[5] If a child was to be received his hand was wrapped in the hanging of the altar, “and then,” says the rule of St. Benedict, “let them offer him.” The words are “Si quas forte de nobilibus offert filium suum Deo in monasterio, si ipse puer minore ætate est, parentes ejus faciant petitionem et manum pueri involvant in pallu altaris, et sic eum offerunt” (c. 59). The Abbot Herman tells us that in the year 1055 his mother took him and his brothers to the monastery of which he was afterwards abbot. “She went to St. Martin’s (at Tournay), and delivered over her sons to God, placing the little one in his cradle upon the altar, amidst the tears of many bystanders” (Maitland’s “Dark Ages,” p. 78). The precedents for such a dedication of an infant to an ascetic life are, of course, the case of Samuel dedicated by his mother from infancy, and of Samson and John Baptist, who were directed by God to be consecrated as Nazarites from birth. A law was made prohibiting the dedication of children at an earlier age than fourteen. At f. 209 of the MS. Nero D. vii., is a picture of St. Benedict, to whom a boy in monk’s habit is holding a book, and he is reading or preaching to a group of monks.
[6] Engraved in Boutell’s “Monumental Brasses.”
[7] Probably this means that he had “clocks”—little bell-shaped ornaments—sewn to the lower margin of his tippet or hood.
[8] Mrs. Jameson, “Legends of the Monastic Orders,” p. 137.
[9] Viollet le Duc’s “Dictionary of Architecture,” vol. vi. p. 104.
[10] Ibid. vi. 107.
[11] Ibid. vi. 112.
[12] Ibid. vi. 112.
[13] All its houses were called Temples, as all the Carthusian houses were called Chartereux (corrupted in England into Charterhouse).
[14] Of the four round churches in England, popularly supposed to have been built by the Templars, the Temple Church in London was built by them; that of Maplestead, in Essex, by the Hospitallers; that of Northampton by Simon de St. Liz, first Norman Earl of Northampton, twice a pilgrim to the Holy Land; and that of Cambridge by some unknown individual.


→ **WHAT TO WORK ON**
If a line in the records below contains the word "name", copy it.

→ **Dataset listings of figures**
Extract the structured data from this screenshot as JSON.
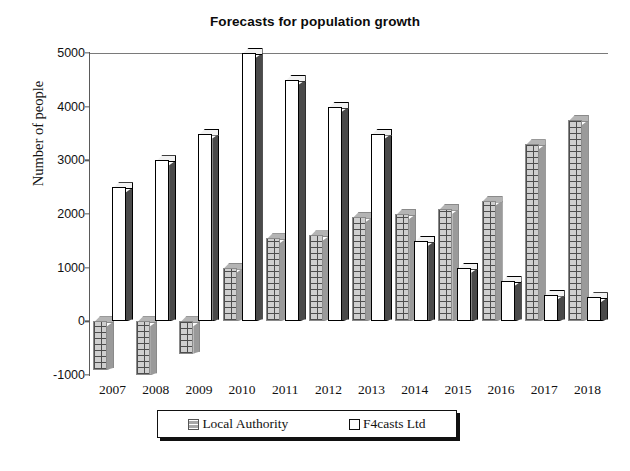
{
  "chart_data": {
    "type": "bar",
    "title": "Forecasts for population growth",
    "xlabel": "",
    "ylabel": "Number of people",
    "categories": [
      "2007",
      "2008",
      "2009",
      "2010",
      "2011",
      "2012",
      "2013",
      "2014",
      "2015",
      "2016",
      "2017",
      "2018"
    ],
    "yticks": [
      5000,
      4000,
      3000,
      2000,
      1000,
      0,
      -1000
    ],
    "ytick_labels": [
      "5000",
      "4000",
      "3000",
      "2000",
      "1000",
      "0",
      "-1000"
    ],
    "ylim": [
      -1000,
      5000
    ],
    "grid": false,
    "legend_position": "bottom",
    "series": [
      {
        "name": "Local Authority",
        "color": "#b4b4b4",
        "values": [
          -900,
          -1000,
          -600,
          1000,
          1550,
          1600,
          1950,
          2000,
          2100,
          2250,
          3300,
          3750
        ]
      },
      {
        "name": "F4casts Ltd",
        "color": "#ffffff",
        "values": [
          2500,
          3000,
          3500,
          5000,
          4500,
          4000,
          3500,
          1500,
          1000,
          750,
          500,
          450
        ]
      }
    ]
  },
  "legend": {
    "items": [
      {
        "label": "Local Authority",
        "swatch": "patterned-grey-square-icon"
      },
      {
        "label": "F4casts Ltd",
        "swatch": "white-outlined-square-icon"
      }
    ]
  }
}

→ **RESPONSE TO THIS EXERCISE**
        "name": "Local Authority",
        "name": "F4casts Ltd",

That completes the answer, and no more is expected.